REVEAL: Recovering evidence from video by fusing video evidence thesaurus and video meta-data

Start date

01 December 2004

End date

30 June 2008

Summary

During any major crime investigation, the establishment of the identity of vehicles and individuals involved in crime incidents necessitates the extremely time-consuming process of manually annotating all available CCTV tapes and digital archives.

Therefore, any technology for recovering intelligence automatically from video footage must be a priority for development of the evidence-gathering capability of our police forces. This project aims to advance research in the recovery of evidence from video footage.

There are two key crime-oriented applications that will directly benefit from this research. First, video summarisation of CCTV archives i.e. the automatic generation of a gallery of mugshots and number plates for all moving objects. Such a gallery represents the most effective method of enlisting the knowledge of local police officers and the general public.

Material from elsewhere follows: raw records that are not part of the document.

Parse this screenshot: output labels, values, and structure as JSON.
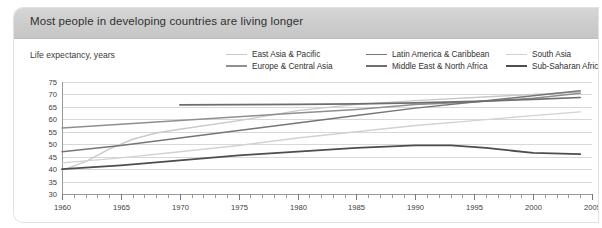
{
  "card": {
    "title": "Most people in developing countries are living longer",
    "footer": "World Bank estimates",
    "axis_caption": "Life expectancy, years",
    "header_bg": "#cccccc"
  },
  "chart_data": {
    "type": "line",
    "title": "Most people in developing countries are living longer",
    "subtitle": "Life expectancy, years",
    "source": "World Bank estimates",
    "xlabel": "",
    "ylabel": "Life expectancy, years",
    "xlim": [
      1960,
      2005
    ],
    "ylim": [
      30,
      75
    ],
    "ytick_step": 5,
    "xtick_step": 5,
    "x_minor_tick_step": 1,
    "yticks": [
      "30",
      "35",
      "40",
      "45",
      "50",
      "55",
      "60",
      "65",
      "70",
      "75"
    ],
    "xticks": [
      "1960",
      "1965",
      "1970",
      "1975",
      "1980",
      "1985",
      "1990",
      "1995",
      "2000",
      "2005"
    ],
    "grid": "horizontal",
    "legend_position": "top-right",
    "series": [
      {
        "name": "East Asia & Pacific",
        "color": "#c9c9c9",
        "width": 1.4,
        "x": [
          1960,
          1962,
          1964,
          1966,
          1968,
          1970,
          1975,
          1980,
          1985,
          1990,
          1995,
          2000,
          2004
        ],
        "values": [
          39.5,
          43.0,
          48.0,
          52.0,
          54.5,
          56.0,
          59.5,
          63.5,
          66.0,
          67.5,
          68.8,
          70.0,
          71.0
        ]
      },
      {
        "name": "Europe & Central Asia",
        "color": "#8f8f8f",
        "width": 1.5,
        "x": [
          1960,
          1965,
          1970,
          1975,
          1980,
          1985,
          1990,
          1995,
          2000,
          2004
        ],
        "values": [
          56.5,
          58.0,
          59.5,
          61.0,
          62.5,
          64.0,
          66.0,
          67.0,
          68.5,
          70.5
        ]
      },
      {
        "name": "Latin America & Caribbean",
        "color": "#767676",
        "width": 1.5,
        "x": [
          1960,
          1965,
          1970,
          1975,
          1980,
          1985,
          1990,
          1995,
          2000,
          2004
        ],
        "values": [
          47.0,
          49.5,
          52.5,
          55.5,
          58.5,
          61.5,
          64.5,
          67.0,
          69.5,
          71.5
        ]
      },
      {
        "name": "Middle East & North Africa",
        "color": "#6e6e6e",
        "width": 1.6,
        "x": [
          1970,
          1975,
          1980,
          1985,
          1990,
          1995,
          2000,
          2004
        ],
        "values": [
          65.8,
          65.9,
          66.0,
          66.2,
          66.6,
          67.2,
          68.0,
          68.8
        ]
      },
      {
        "name": "South Asia",
        "color": "#d2d2d2",
        "width": 1.4,
        "x": [
          1960,
          1965,
          1970,
          1975,
          1980,
          1985,
          1990,
          1995,
          2000,
          2004
        ],
        "values": [
          42.5,
          44.5,
          47.0,
          49.5,
          52.5,
          55.0,
          57.5,
          59.5,
          61.5,
          63.0
        ]
      },
      {
        "name": "Sub-Saharan Africa",
        "color": "#4d4d4d",
        "width": 1.8,
        "x": [
          1960,
          1965,
          1970,
          1975,
          1980,
          1985,
          1990,
          1993,
          1996,
          2000,
          2004
        ],
        "values": [
          40.0,
          41.5,
          43.5,
          45.5,
          47.0,
          48.5,
          49.5,
          49.5,
          48.5,
          46.5,
          46.0
        ]
      }
    ]
  },
  "legend": {
    "rows": [
      [
        {
          "label": "East Asia & Pacific",
          "color": "#c9c9c9",
          "width": 1.6
        },
        {
          "label": "Latin America & Caribbean",
          "color": "#767676",
          "width": 1.6
        },
        {
          "label": "South Asia",
          "color": "#d2d2d2",
          "width": 1.6
        }
      ],
      [
        {
          "label": "Europe & Central Asia",
          "color": "#8f8f8f",
          "width": 2.0
        },
        {
          "label": "Middle East & North Africa",
          "color": "#6e6e6e",
          "width": 2.0
        },
        {
          "label": "Sub-Saharan Africa",
          "color": "#4d4d4d",
          "width": 2.2
        }
      ]
    ]
  }
}
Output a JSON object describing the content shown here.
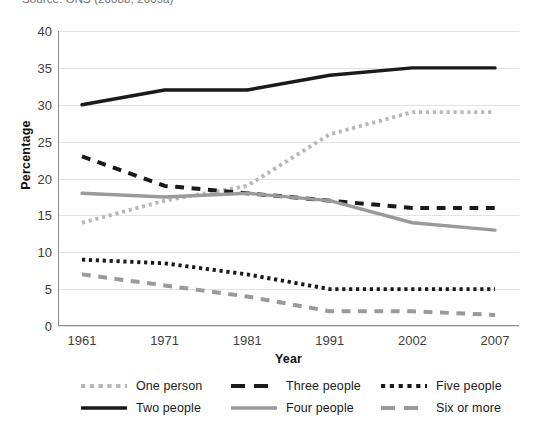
{
  "source_caption": "Source: ONS (2008b, 2009a)",
  "axis": {
    "y_title": "Percentage",
    "x_title": "Year",
    "y_ticks": [
      "0",
      "5",
      "10",
      "15",
      "20",
      "25",
      "30",
      "35",
      "40"
    ],
    "x_ticks": [
      "1961",
      "1971",
      "1981",
      "1991",
      "2002",
      "2007"
    ]
  },
  "legend": {
    "items": [
      {
        "label": "One person",
        "style": "dotted",
        "color": "#b8b8b8"
      },
      {
        "label": "Two people",
        "style": "solid",
        "color": "#1a1a1a"
      },
      {
        "label": "Three people",
        "style": "dashed",
        "color": "#1a1a1a"
      },
      {
        "label": "Four people",
        "style": "solid",
        "color": "#9a9a9a"
      },
      {
        "label": "Five people",
        "style": "dotted",
        "color": "#1a1a1a"
      },
      {
        "label": "Six or more",
        "style": "dashed",
        "color": "#9a9a9a"
      }
    ]
  },
  "chart_data": {
    "type": "line",
    "title": "",
    "xlabel": "Year",
    "ylabel": "Percentage",
    "x": [
      "1961",
      "1971",
      "1981",
      "1991",
      "2002",
      "2007"
    ],
    "ylim": [
      0,
      40
    ],
    "ytick_step": 5,
    "grid": true,
    "legend_position": "bottom",
    "series": [
      {
        "name": "One person",
        "values": [
          14,
          17,
          19,
          26,
          29,
          29
        ],
        "color": "#b8b8b8",
        "style": "dotted"
      },
      {
        "name": "Two people",
        "values": [
          30,
          32,
          32,
          34,
          35,
          35
        ],
        "color": "#1a1a1a",
        "style": "solid"
      },
      {
        "name": "Three people",
        "values": [
          23,
          19,
          18,
          17,
          16,
          16
        ],
        "color": "#1a1a1a",
        "style": "dashed"
      },
      {
        "name": "Four people",
        "values": [
          18,
          17.5,
          18,
          17,
          14,
          13
        ],
        "color": "#9a9a9a",
        "style": "solid"
      },
      {
        "name": "Five people",
        "values": [
          9,
          8.5,
          7,
          5,
          5,
          5
        ],
        "color": "#1a1a1a",
        "style": "dotted"
      },
      {
        "name": "Six or more",
        "values": [
          7,
          5.5,
          4,
          2,
          2,
          1.5
        ],
        "color": "#9a9a9a",
        "style": "dashed"
      }
    ]
  }
}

Second, automatic annotation of video footage to ensure all evidence should be capable of automatic entry into HOLMES 2 - the investigation management system used by police forces to collect, manage and analyse intelligence data.

Objectives

Two novel areas of investigation are proposed. First, methods for representing and analysing crowds are to be developed to process typically crowded scenes. Second, multimodal data fusion couples the linguistic structure of current police annotation practice with the metadata structure of the video interpretation process to generate a rich homogenous data representation that can drive the annotation process.